You can use perl one-liners much like you do with sed, with the advantage of full perl regular expression support (which is much more powerful than what you get with sed). There is also very little variation across *nix platforms - perl is generally perl. So you can stop worrying about how to make your particular system's version of sed do what you want.
In this case, you can do
perl -pe 's/(regex)/\n$1/'
-pe
puts perl into a "execute and print" loop, much like sed's normal mode of operation.
'
quotes everything else so the shell won't interfere
()
surrounding the regex is a grouping operator. $1
on the right side of the substitution prints out whatever was matched inside these parens.
Finally, \n
is a newline.
Regardless of whether you are using parentheses as a grouping operator, you have to escape any parentheses you are trying to match. So a regex to match the pattern you list above would be something like
\(\d\d\d\)\d\d\d-\d\d\d\d
\(
or \)
matches a literal paren, and \d
matches a digit.
Better:
\(\d{3}\)\d{3}-\d{4}
I imagine you can figure out what the numbers in braces are doing.
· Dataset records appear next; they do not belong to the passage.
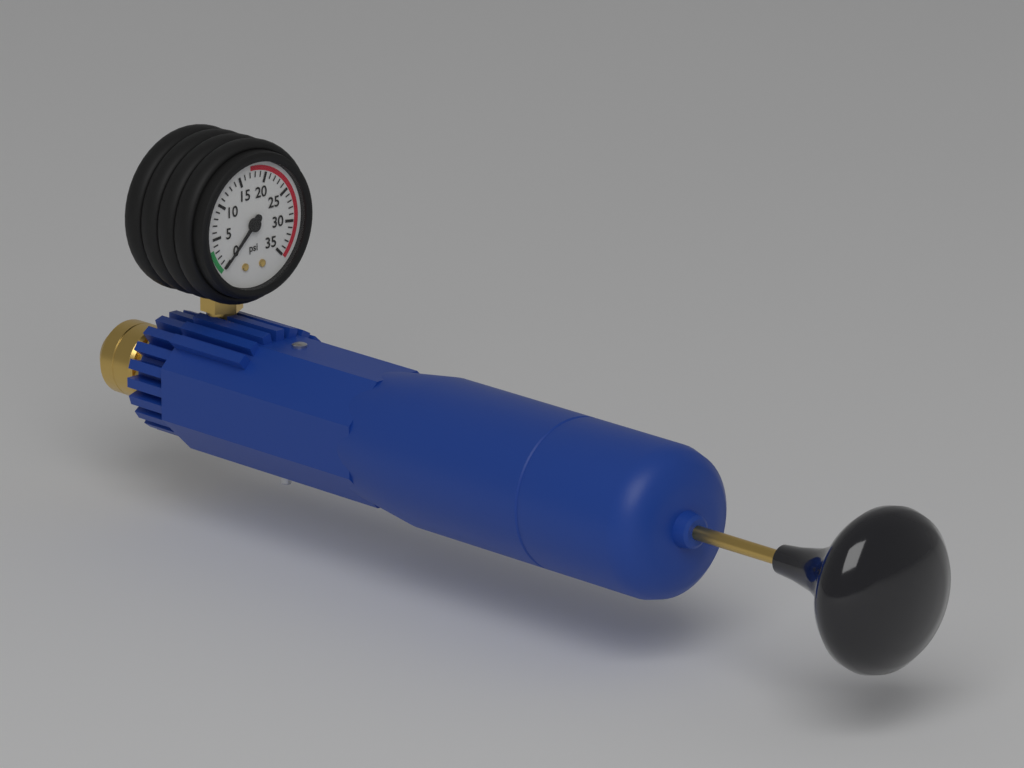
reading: 0 psi
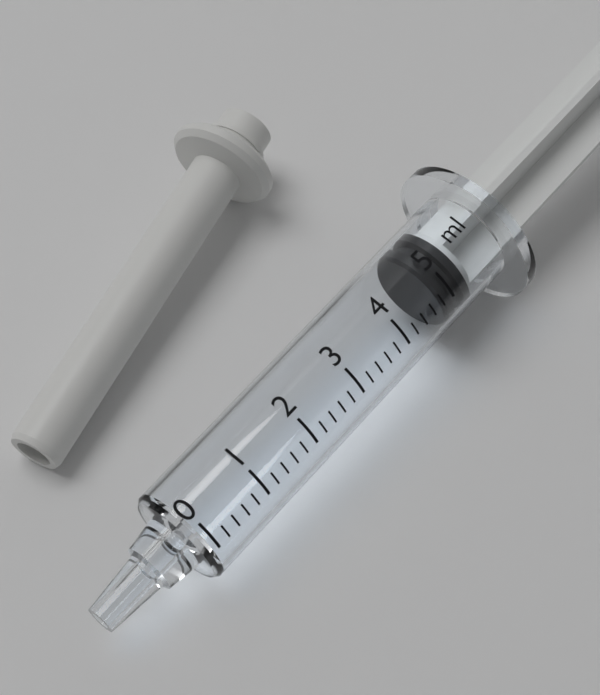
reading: 4.8 ml
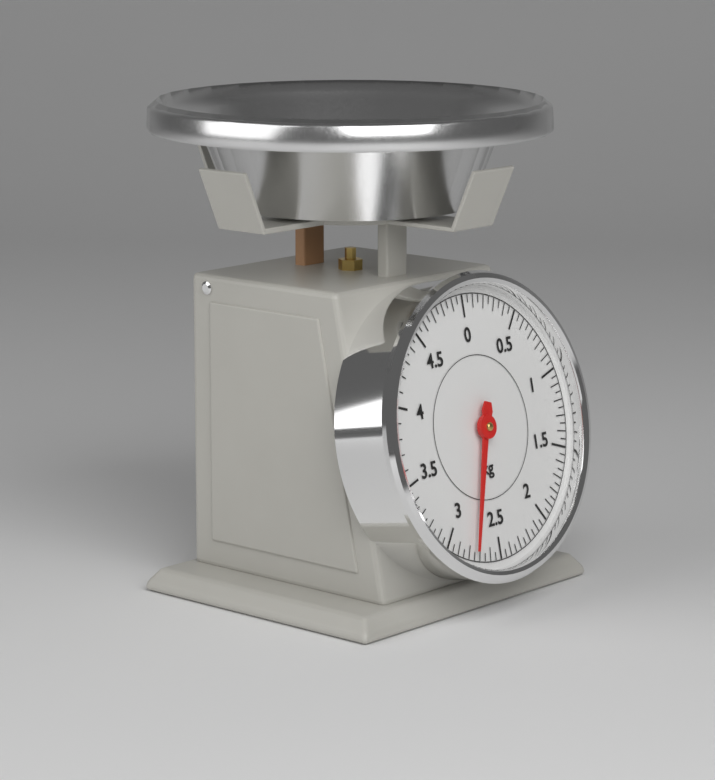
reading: 2.75 kg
Additionally, you can use delimiters other than / for your regex. So if you need to match / you won't need to escape it. Either of the below is equivalent to the regex at the beginning of my answer. In theory you can substitute any character for the standard /'s.
perl -pe 's#(regex)#\n$1#'
perl -pe 's{(regex)}{\n$1}'
A couple final thoughts.
using -ne
instead of -pe
acts similarly, but doesn't automatically print at the end. It can be handy if you want to print on your own. E.g., here's a grep-alike (m/foobar/
is a regex match):
perl -ne 'if (m/foobar/) {print}'
If you are finding dealing with newlines troublesome, and you want it to be magically handled for you, add -l
. Not useful for the OP, who was working with newlines, though.
Bonus tip - if you have the pcre package installed, it comes with pcregrep
, which uses full perl-compatible regexes.